* [What you will do] Below are some entries. Count how many of their lines include "size", then give that number only.

* [Dataset]
++++++++
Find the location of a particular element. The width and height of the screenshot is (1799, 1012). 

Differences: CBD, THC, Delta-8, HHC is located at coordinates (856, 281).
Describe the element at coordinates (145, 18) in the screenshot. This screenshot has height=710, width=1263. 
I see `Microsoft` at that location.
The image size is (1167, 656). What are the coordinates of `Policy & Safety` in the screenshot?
++++++++
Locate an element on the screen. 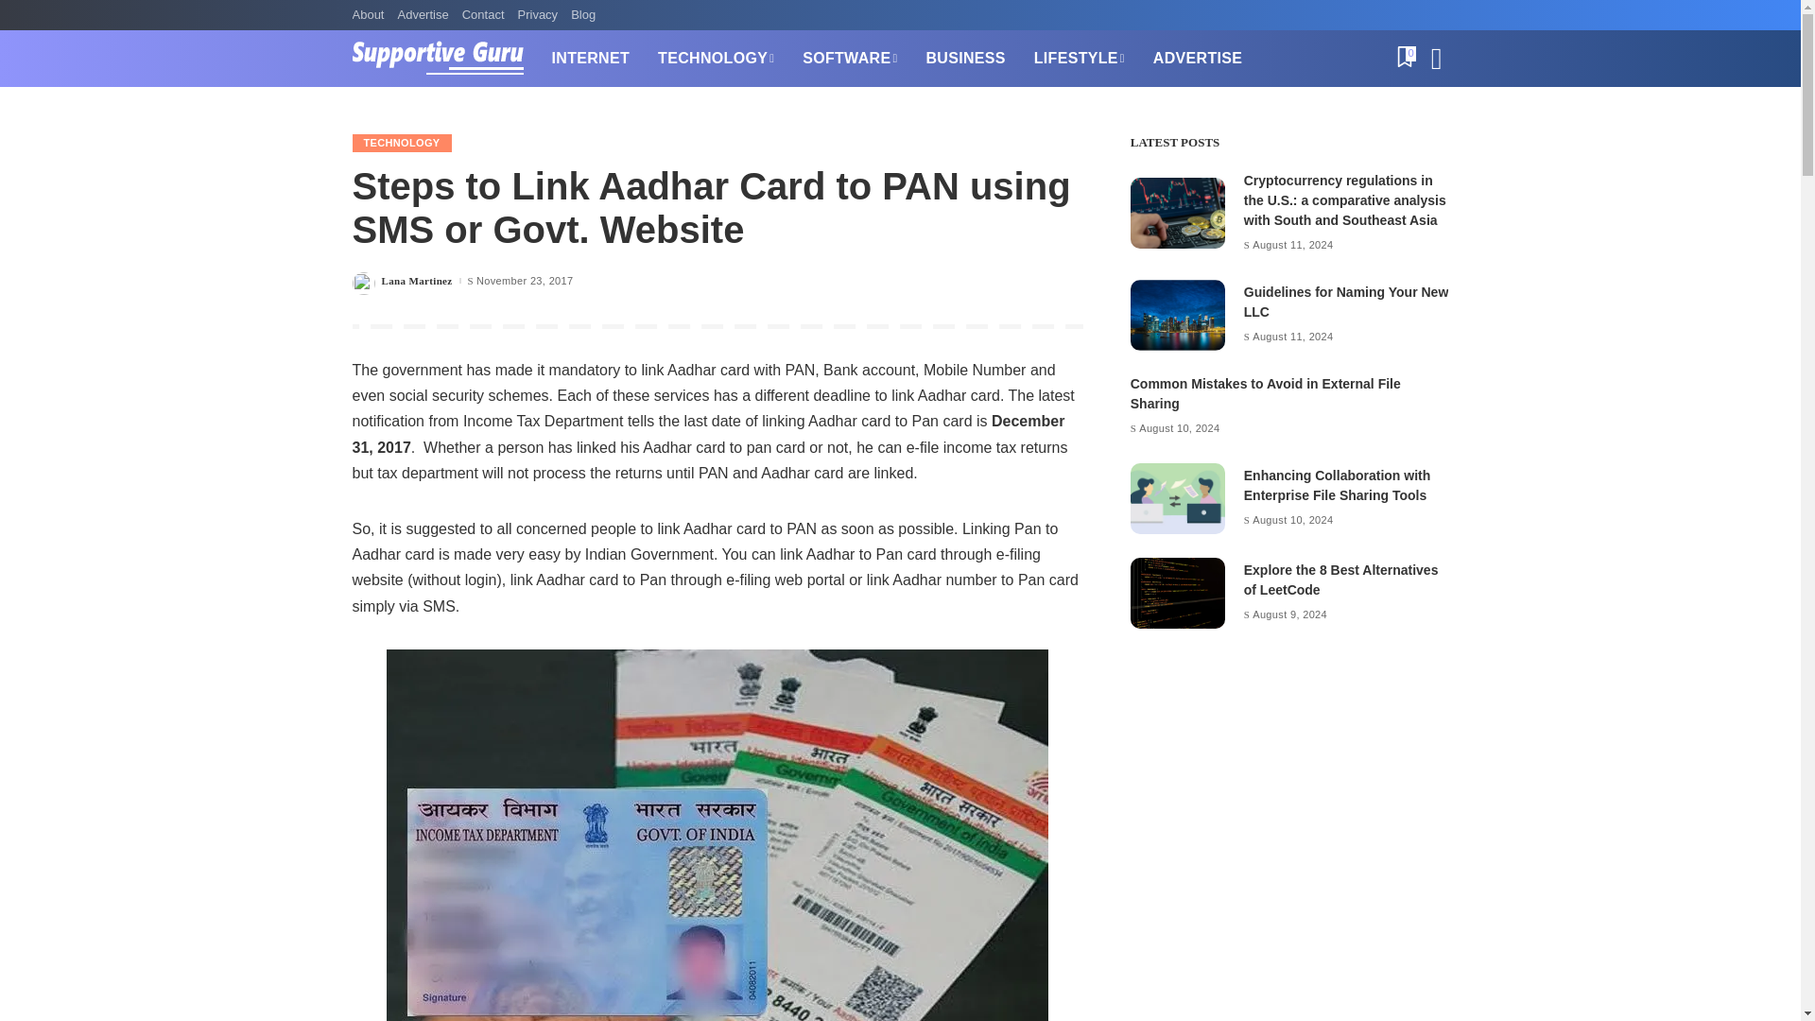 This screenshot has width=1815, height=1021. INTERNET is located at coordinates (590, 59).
++++++++
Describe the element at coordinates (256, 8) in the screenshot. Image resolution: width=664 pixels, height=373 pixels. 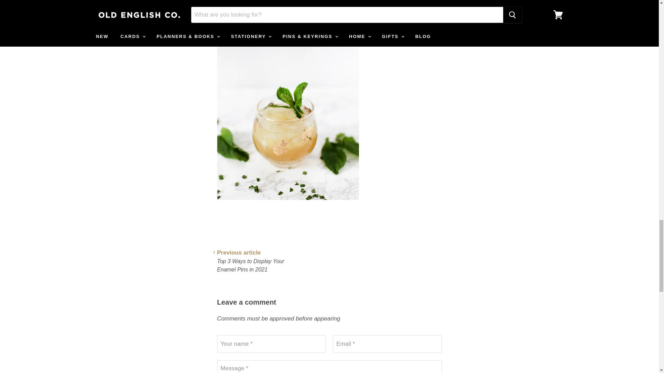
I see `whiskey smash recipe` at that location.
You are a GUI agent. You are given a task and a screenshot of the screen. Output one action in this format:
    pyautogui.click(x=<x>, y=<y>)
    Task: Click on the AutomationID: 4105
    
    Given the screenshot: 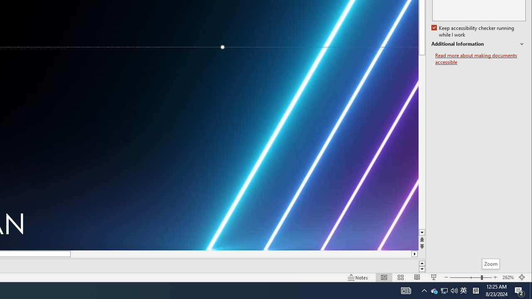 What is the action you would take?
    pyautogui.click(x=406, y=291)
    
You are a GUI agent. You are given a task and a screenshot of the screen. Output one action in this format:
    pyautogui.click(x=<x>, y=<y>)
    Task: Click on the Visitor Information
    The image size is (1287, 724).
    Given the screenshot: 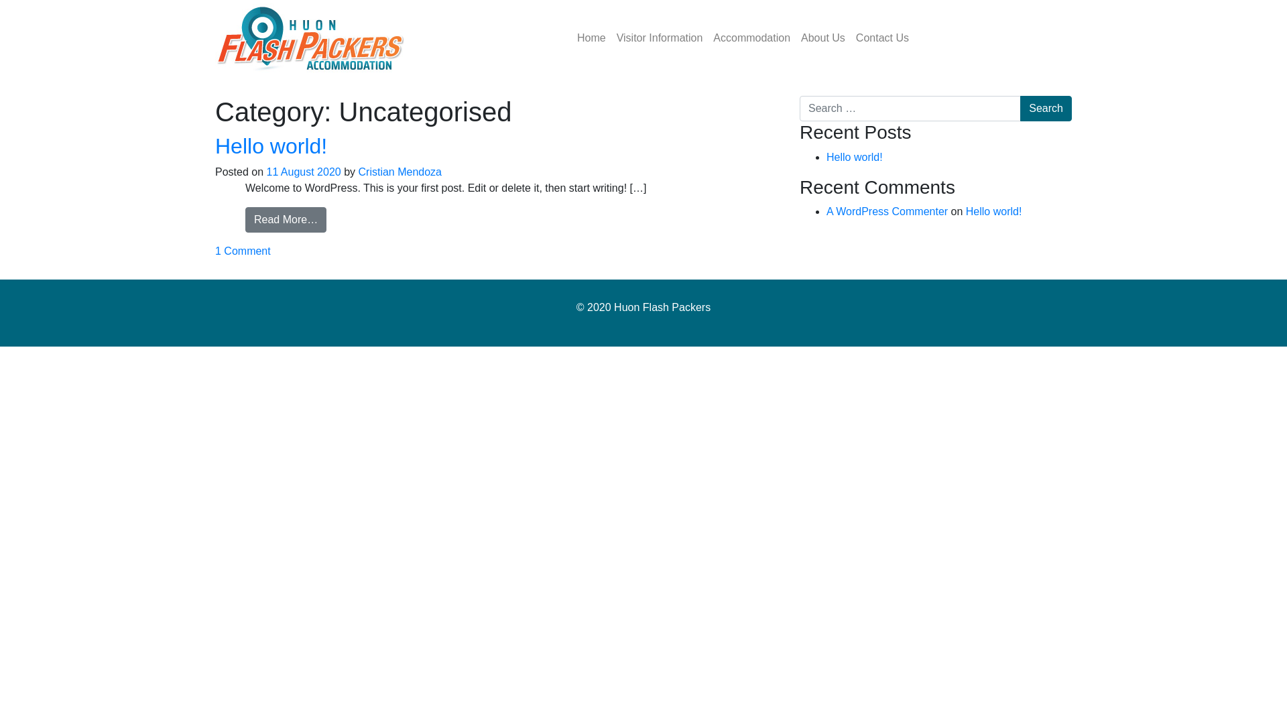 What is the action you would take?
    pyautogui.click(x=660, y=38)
++++++++
* [Result of the task] 2